• WORK TASK:
Start to finish, reproduce the records below with nothing missing.

Segment Start: DATASET EXTRACT

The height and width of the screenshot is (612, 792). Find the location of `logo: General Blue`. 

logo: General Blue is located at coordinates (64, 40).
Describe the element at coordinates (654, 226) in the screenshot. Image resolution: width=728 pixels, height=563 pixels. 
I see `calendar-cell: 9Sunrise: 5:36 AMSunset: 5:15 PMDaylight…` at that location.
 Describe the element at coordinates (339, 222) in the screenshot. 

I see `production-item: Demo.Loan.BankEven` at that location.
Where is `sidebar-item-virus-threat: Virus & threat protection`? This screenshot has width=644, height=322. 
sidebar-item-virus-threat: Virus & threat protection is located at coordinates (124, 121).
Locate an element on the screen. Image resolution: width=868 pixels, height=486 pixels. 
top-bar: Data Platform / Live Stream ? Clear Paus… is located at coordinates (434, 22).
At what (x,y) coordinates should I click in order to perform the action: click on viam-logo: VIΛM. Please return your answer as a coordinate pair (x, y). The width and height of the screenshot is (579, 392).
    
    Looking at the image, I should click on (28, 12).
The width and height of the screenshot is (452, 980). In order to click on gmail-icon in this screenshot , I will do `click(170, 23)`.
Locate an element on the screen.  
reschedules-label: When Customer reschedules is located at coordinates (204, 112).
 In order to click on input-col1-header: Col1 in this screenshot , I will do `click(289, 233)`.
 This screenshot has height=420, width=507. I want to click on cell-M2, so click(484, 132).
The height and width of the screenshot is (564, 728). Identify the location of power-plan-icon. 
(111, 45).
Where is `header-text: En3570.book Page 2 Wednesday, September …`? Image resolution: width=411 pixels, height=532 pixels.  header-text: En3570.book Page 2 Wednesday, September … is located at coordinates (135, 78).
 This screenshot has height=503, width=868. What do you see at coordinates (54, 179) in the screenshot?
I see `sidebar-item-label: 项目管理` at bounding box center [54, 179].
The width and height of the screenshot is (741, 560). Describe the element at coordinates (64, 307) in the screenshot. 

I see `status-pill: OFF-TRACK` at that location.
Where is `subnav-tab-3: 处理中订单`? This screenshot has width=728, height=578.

Segment End: DATASET EXTRACT

• ANSWER SPACE:
The height and width of the screenshot is (612, 792). Find the location of `logo: General Blue`. 

logo: General Blue is located at coordinates (64, 40).
Describe the element at coordinates (654, 226) in the screenshot. Image resolution: width=728 pixels, height=563 pixels. 
I see `calendar-cell: 9Sunrise: 5:36 AMSunset: 5:15 PMDaylight…` at that location.
 Describe the element at coordinates (339, 222) in the screenshot. 

I see `production-item: Demo.Loan.BankEven` at that location.
Where is `sidebar-item-virus-threat: Virus & threat protection`? This screenshot has width=644, height=322. 
sidebar-item-virus-threat: Virus & threat protection is located at coordinates (124, 121).
Locate an element on the screen. Image resolution: width=868 pixels, height=486 pixels. 
top-bar: Data Platform / Live Stream ? Clear Paus… is located at coordinates (434, 22).
At what (x,y) coordinates should I click in order to perform the action: click on viam-logo: VIΛM. Please return your answer as a coordinate pair (x, y). The width and height of the screenshot is (579, 392).
    
    Looking at the image, I should click on (28, 12).
The width and height of the screenshot is (452, 980). In order to click on gmail-icon in this screenshot , I will do `click(170, 23)`.
Locate an element on the screen.  
reschedules-label: When Customer reschedules is located at coordinates (204, 112).
 In order to click on input-col1-header: Col1 in this screenshot , I will do `click(289, 233)`.
 This screenshot has height=420, width=507. I want to click on cell-M2, so click(484, 132).
The height and width of the screenshot is (564, 728). Identify the location of power-plan-icon. 
(111, 45).
Where is `header-text: En3570.book Page 2 Wednesday, September …`? Image resolution: width=411 pixels, height=532 pixels.  header-text: En3570.book Page 2 Wednesday, September … is located at coordinates (135, 78).
 This screenshot has height=503, width=868. What do you see at coordinates (54, 179) in the screenshot?
I see `sidebar-item-label: 项目管理` at bounding box center [54, 179].
The width and height of the screenshot is (741, 560). Describe the element at coordinates (64, 307) in the screenshot. 

I see `status-pill: OFF-TRACK` at that location.
Where is `subnav-tab-3: 处理中订单`? This screenshot has width=728, height=578.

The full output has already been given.